IX. Second, the rich's money flows into asset markets, not the real economy. When the rich have more money, they buy stocks, property, and art. These purchases bid up asset prices, but do not create jobs in the real economy. Money circulates within the financial system. It does not "trickle down" into workers' pockets.
X. Third, tax cuts reduce government revenue and squeeze public services. Less revenue means less spending on education, healthcare, and infrastructure. These public services matter far more to the middle and lower classes than to the rich. A tax cut is effectively a wealth transfer from the poor to the rich.
XI. Fourth, the rich's effective tax rate is already low. A large share of rich people's income comes from capital gains, taxed far below wages. Even if the nominal rate is high, the effective rate can be low. Warren Buffett once said his effective tax rate was lower than his secretary's. Tax cuts cut the nominal rate. The real effect is even smaller.

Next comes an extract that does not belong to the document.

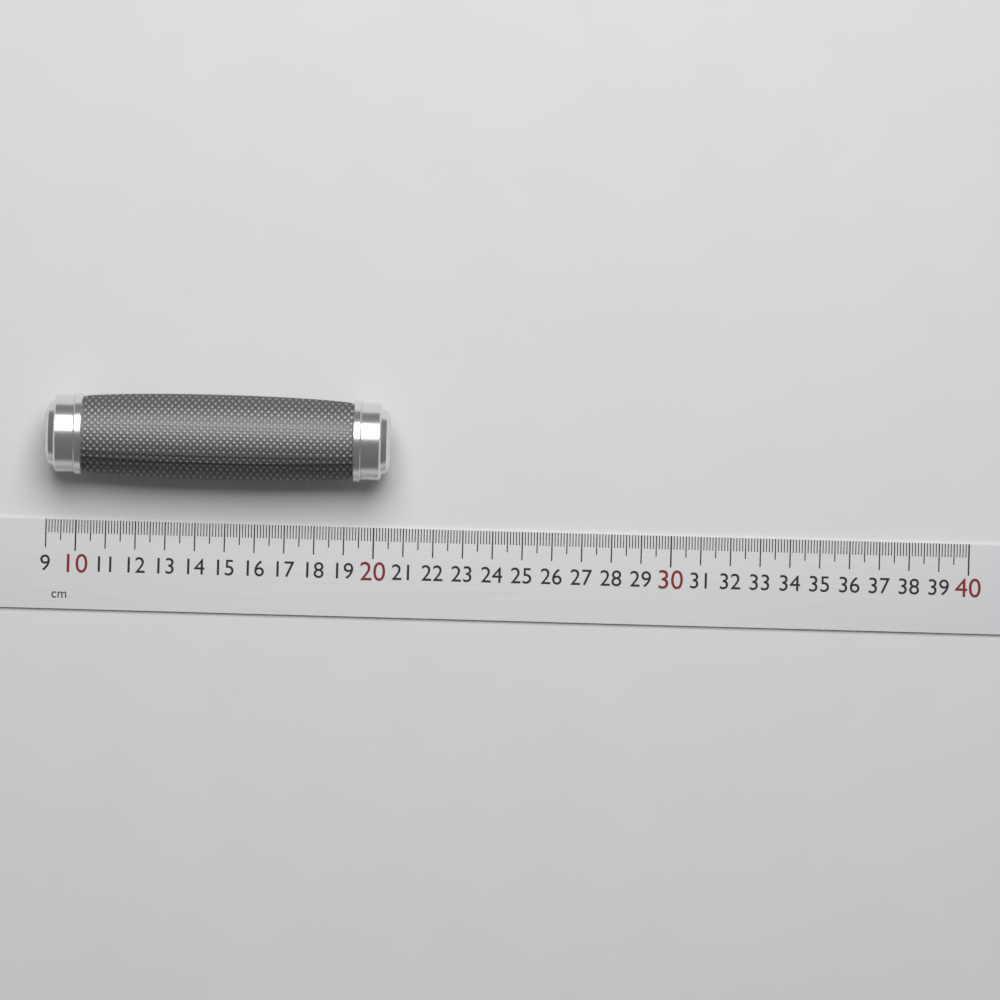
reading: 20.5 cm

XII. Given the evidence is so clear, why has the "trickle-down" theory persisted for 40 years? Because it serves the interests of those who make policy. Policies are made by politicians. Politicians need campaign money. Campaign money comes from rich donors. The rich want tax cuts. Politicians provide a theoretical wrapper. "Trickle-down" is not economics. It is political rhetoric.

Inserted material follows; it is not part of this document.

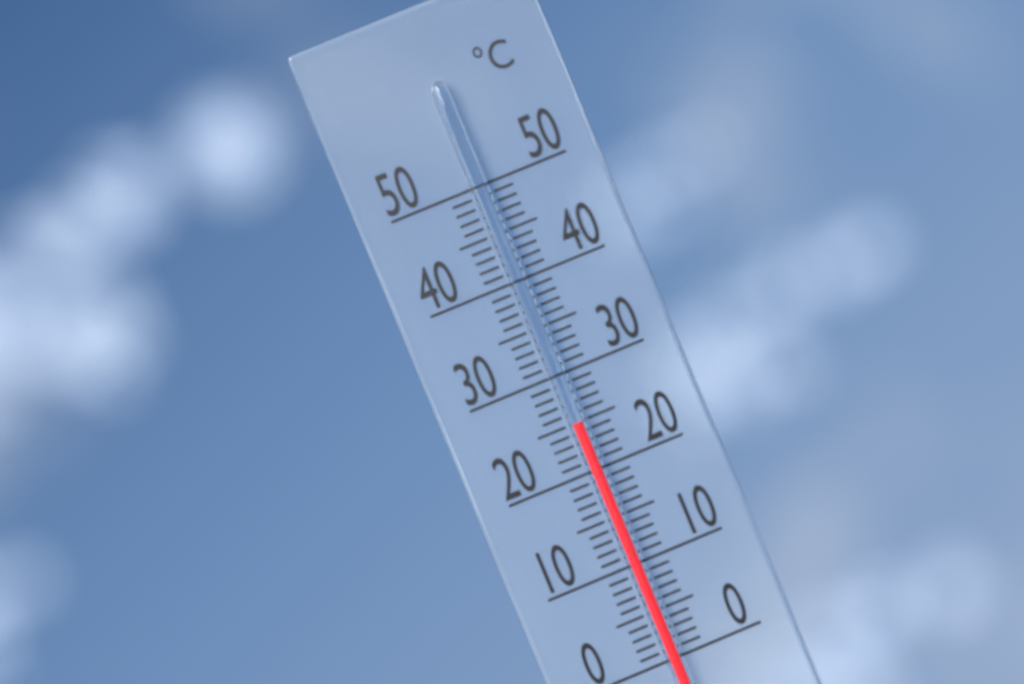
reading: 25 °C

XIII. Economist John Kenneth Galbraith said back in 1982: "The trickle-down theory is that if you feed the horse enough oats, some will pass through to the road for the sparrows." That is the most accurate description of the theory.
XIV. The AI era makes this problem worse. AI returns are extremely concentrated in the hands of a few companies and individuals. If we keep using the logic "cut taxes at the top to promote innovation". The gains become even more concentrated, not more distributed. Because AI's marginal cost is near zero. It does not require hiring massive numbers of workers. The rich get richer, but jobs do not scale with that wealth.
XV. OpenAI is valued at more than $80 billion. How many employees does it have? Fewer than 1,000. A traditional company needs tens of thousands, even hundreds of thousands, to reach that valuation. AI companies can create enormous value with very few people. That value will not "trickle down" to the broad workforce.
XVI. Some say: AI will lower prices, and all consumers benefit. This is another version of the "trickle-down" logic. But if your job is replaced by AI, you become unemployed. Even if products are cheaper, you still cannot afford them. You need income first to benefit from low prices.
XVII. Others say: anyone can buy AI company stocks. Everyone can share AI's returns. But buying stocks takes money. If your wages barely cover living expenses, you have no surplus to invest. Stock market gains belong to those with surplus cash.
XVIII. Another version of "trickle-down" is: technological progress benefits everyone. Historically, that has been true. Cars, electricity, and the internet eventually reached the mass market. But the process takes decades, and countless people are left behind along the way. For the generation left behind, "eventually" is a cruel consolation.
XIX. More importantly: previous technological progress created vast numbers of jobs. Cars replaced carriages and created an entire automotive supply chain. AI may be different. It replaces cognitive labor, and the new jobs it creates may be few. "Eventually" may take a hundred years. Several generations in between may be losers.
XX. When you hear politicians say "tax cuts create jobs, and wealth will trickle down". Ask back: 40 years later, where is the trickle? Where is the IMF data? How do you explain the LSE study? Do not believe political rhetoric without evidence. Especially in the AI era, when wealth concentrates faster. "Trickle-down" will not happen. It never happened.